A MIDI-CV interface converts MIDI notes into the pitch voltage and gate a modular understands
Oscillators and envelopes in a modular respond to voltage, not MIDI, so a MIDI-CV interface translates incoming MIDI notes into control voltages. Its two core outputs are pitch CV (the note number as a 1 V/octave signal) and a gate (high, e.g. 10 V, while the key is held; 0 V when released). This split is fundamental: the pitch line sets an oscillator’s frequency while the gate line triggers an envelope, so one played note simultaneously chooses a pitch and opens a voice.

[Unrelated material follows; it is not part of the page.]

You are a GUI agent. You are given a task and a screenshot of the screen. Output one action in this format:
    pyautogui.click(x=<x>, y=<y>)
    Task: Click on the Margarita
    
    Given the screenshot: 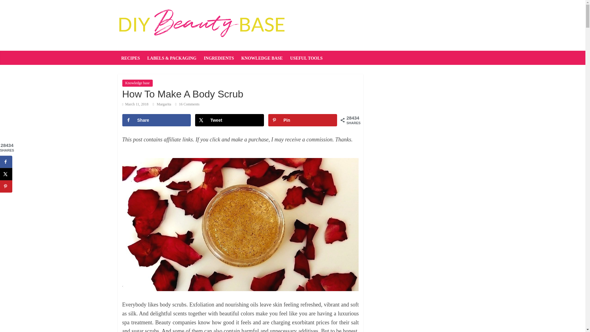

Interfaces typically also expose velocity CV, aftertouch, pitch- and mod-wheel CV, and MIDI clock plus start/stop for sync. Some (e.g. the Doepfer A-190-1) broadcast CV and gate onto the system’s internal bus so bus-connected modules receive pitch and gate automatically. Because voltage-controlled modules (VC-ADSR, VC-LFO) can then be driven by MIDI continuous controllers, and those CCs can be recorded by a sequencer, otherwise un-storable modular parameters become effectively programmable.
Examples
Patch MIDI-CV V/OCT into a VCO’s V/OCT and MIDI-CV GATE into an ADSR’s gate input, then the ADSR into a VCA: pressing a key sets the pitch and opens the amplitude envelope for as long as the key is held. Route a mod-wheel CC to the interface’s second CV output → VCF cutoff, and record it into a DAW to automate a filter sweep on an analog voice.
Assessment
Trace the signal flow from a MIDI keyboard through a MIDI-CV interface to a VCO→VCF→VCA voice, labelling each link as pitch CV, gate, or audio. Explain which output sets the oscillator’s pitch and which tells the envelope when the note starts and ends, and why both are needed to sound one played note.